You can’t visit the area, though, without noticing the marks of what became a second erasure. The city of Wrocław/Breslau had been almost schematically rebuilt by the Communists along the lines of its prewar layout and architecture, and right down to its main square and Grass Market it looked like a storybook German town. But in that case, where was everybody? (And where had they gone? You can find one — restored — Jewish cemetery but try finding another one where any of the tombstones are incised in German.) I went to call on t
he mayor, a sturdy, thoughtful man named Rafal Dutkiewicz, who ruefully said that the problem with citizenship in his rather large bailiwick was that “nobody is really ‘from’ here.” Again I consult the rugged statistics offered by Professor Snyder: almost eight million German civilians were expelled or fled (or fled and returned and were then expelled) from Poland at the end of the Second World War. The eastern German lands from which they had fled or been pushed were then annexed by Poland. To make up the shortfall of population, Poles were moved into these Silesian provinces. And as if to encourage that process, the eastern half of prewar Poland was in turn annexed by the big brother Soviet Union, and a million expelled Poles became settlers in the areas from which Germans had been evicted. A huge zone of silence and complicity was created by this double negation.

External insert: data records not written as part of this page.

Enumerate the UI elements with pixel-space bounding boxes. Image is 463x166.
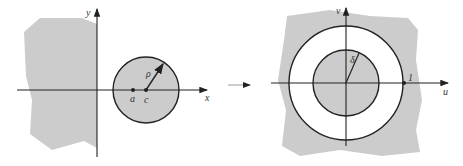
y-axis-label: y: [85, 7, 91, 18]
point-one: [402, 81, 406, 85]
radius-delta-label: δ: [350, 54, 355, 65]
point-c-label: c: [144, 94, 149, 105]
point-a: [131, 88, 135, 92]
right-panel: u v δ 1: [271, 5, 448, 156]
point-c: [144, 88, 148, 92]
v-axis-label: v: [336, 5, 341, 16]
point-a-label: a: [130, 93, 135, 104]
radius-rho-label: ρ: [145, 68, 151, 79]
left-panel: x y a c ρ: [17, 7, 210, 157]
u-axis-label: u: [443, 86, 448, 97]
mapping-diagram: x y a c ρ u v δ 1: [0, 0, 463, 166]
left-halfplane-region: [24, 18, 97, 150]
x-axis-label: x: [204, 92, 210, 103]
point-one-label: 1: [408, 72, 413, 83]
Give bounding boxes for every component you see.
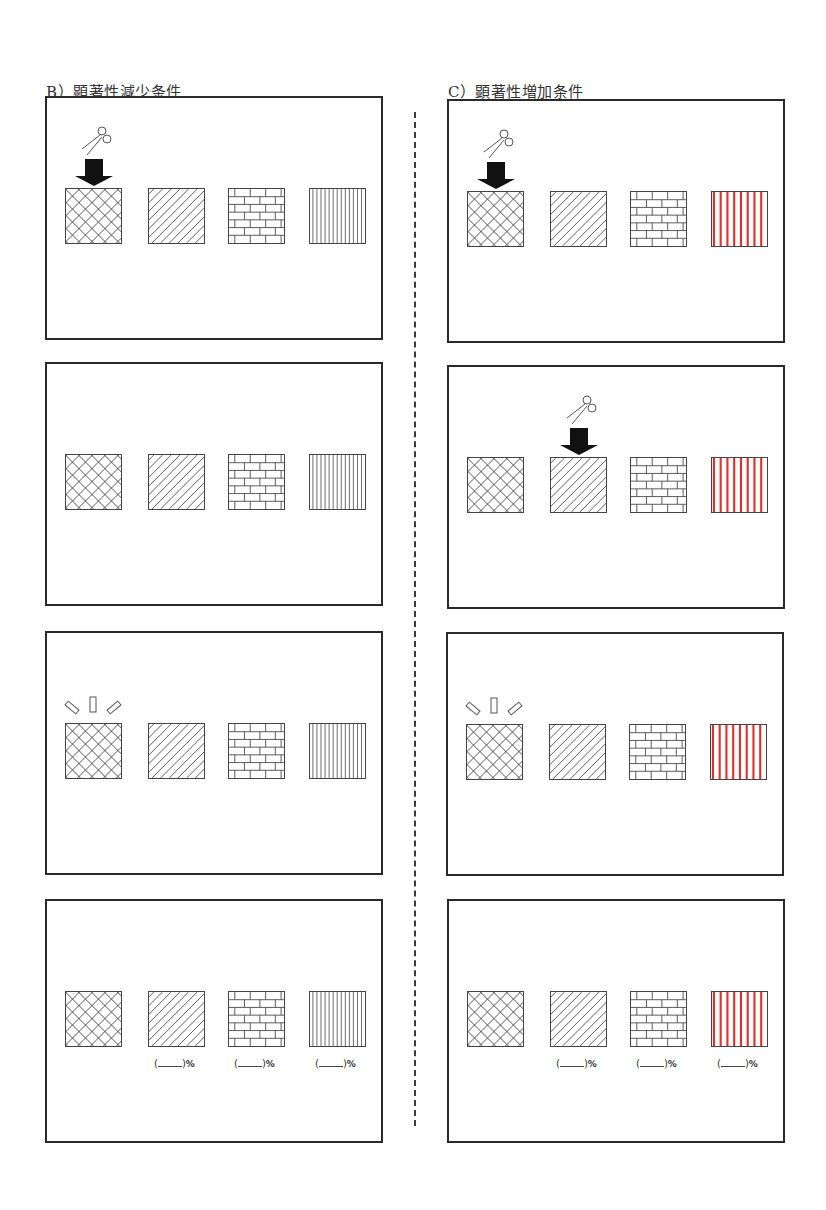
stimulus-brick <box>630 191 687 247</box>
stimulus-vertical-stripes <box>711 457 768 513</box>
stimulus-diagonal-lines <box>148 454 205 510</box>
percent-answer-field: ()% <box>636 1058 677 1069</box>
stimulus-crosshatch <box>466 724 523 780</box>
stimulus-vertical-stripes <box>309 454 366 510</box>
panel-b-3 <box>45 631 383 875</box>
stimulus-crosshatch <box>65 991 122 1047</box>
percent-symbol: % <box>266 1059 275 1069</box>
panel-b-1 <box>45 96 383 340</box>
blank-line <box>560 1059 584 1067</box>
highlight-burst-icon <box>464 697 524 723</box>
stimulus-crosshatch <box>467 457 524 513</box>
stimulus-brick <box>228 188 285 244</box>
stimulus-crosshatch <box>65 188 122 244</box>
stimulus-diagonal-lines <box>148 188 205 244</box>
stimulus-crosshatch <box>65 723 122 779</box>
stimulus-brick <box>228 991 285 1047</box>
percent-symbol: % <box>668 1059 677 1069</box>
percent-symbol: % <box>749 1059 758 1069</box>
stimulus-diagonal-lines <box>148 991 205 1047</box>
column-divider <box>414 112 416 1126</box>
panel-c-1 <box>447 99 785 343</box>
stimulus-brick <box>228 723 285 779</box>
stimulus-vertical-stripes <box>711 991 768 1047</box>
blank-line <box>640 1059 664 1067</box>
percent-symbol: % <box>347 1059 356 1069</box>
stimulus-brick <box>629 724 686 780</box>
blank-line <box>319 1059 343 1067</box>
blank-line <box>238 1059 262 1067</box>
column-title-c: C）顕著性増加条件 <box>448 80 584 101</box>
scissors-arrow-icon <box>74 123 114 191</box>
stimulus-diagonal-lines <box>550 457 607 513</box>
blank-line <box>721 1059 745 1067</box>
highlight-burst-icon <box>63 696 123 722</box>
percent-symbol: % <box>588 1059 597 1069</box>
panel-c-4: ()%()%()% <box>447 899 785 1143</box>
stimulus-brick <box>630 457 687 513</box>
stimulus-vertical-stripes <box>710 724 767 780</box>
stimulus-vertical-stripes <box>711 191 768 247</box>
stimulus-crosshatch <box>467 991 524 1047</box>
percent-answer-field: ()% <box>154 1058 195 1069</box>
stimulus-vertical-stripes <box>309 991 366 1047</box>
stimulus-diagonal-lines <box>550 991 607 1047</box>
panel-c-3 <box>446 632 784 876</box>
percent-answer-field: ()% <box>234 1058 275 1069</box>
stimulus-brick <box>630 991 687 1047</box>
panel-b-2 <box>45 362 383 606</box>
stimulus-crosshatch <box>467 191 524 247</box>
scissors-arrow-icon <box>559 392 599 460</box>
scissors-arrow-icon <box>476 126 516 194</box>
blank-line <box>158 1059 182 1067</box>
stimulus-vertical-stripes <box>309 188 366 244</box>
percent-answer-field: ()% <box>717 1058 758 1069</box>
stimulus-brick <box>228 454 285 510</box>
stimulus-diagonal-lines <box>148 723 205 779</box>
stimulus-crosshatch <box>65 454 122 510</box>
stimulus-diagonal-lines <box>550 191 607 247</box>
stimulus-diagonal-lines <box>549 724 606 780</box>
panel-c-2 <box>447 365 785 609</box>
percent-answer-field: ()% <box>315 1058 356 1069</box>
panel-b-4: ()%()%()% <box>45 899 383 1143</box>
percent-symbol: % <box>186 1059 195 1069</box>
stimulus-vertical-stripes <box>309 723 366 779</box>
percent-answer-field: ()% <box>556 1058 597 1069</box>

There’s no exact moral equivalence between these crimes against humanity. It’s true that perhaps 600,000 Germans were killed in the whole business, which also involved the cleansing of Germans from the Czech lands, but many of these died in the fighting which the Nazis had so insanely prolonged. (Breslau/Wrocław was declared a “Fortress” or “Festung” city by the Third Reich and actually surrendered after the fall of Berlin itself, by which time it had been so much reduced to shards that there was nothing left to fight over.) So you could say, as some people defensively say about the leveling of such cities as Dresden and Würzburg, that the Nazis started it, and the Germans were punished for it.
What people still do not like to admit is that there were two crimes in the form of one. Just as the destruction of Jewry was the necessary condition for the rise and expansion of Nazism, so the ethnic cleansing of Germans was a precondition for the Stalinization of Poland. I first noticed this point when reading an essay by the late Ernest Gellner, who at the end of the war had warned Eastern Europeans that collective punishment of Germans would put them under Stalin’s tutelage indefinitely. They would always feel the guilty need for an ally against potential German revenge. It is exactly the fear of revenge that motivates the deepest crimes, from the killing of the enemy’s children lest they grow up to play their own part, to the erasure of the enemy’s graveyards and holy places so that his hated name can be forgotten.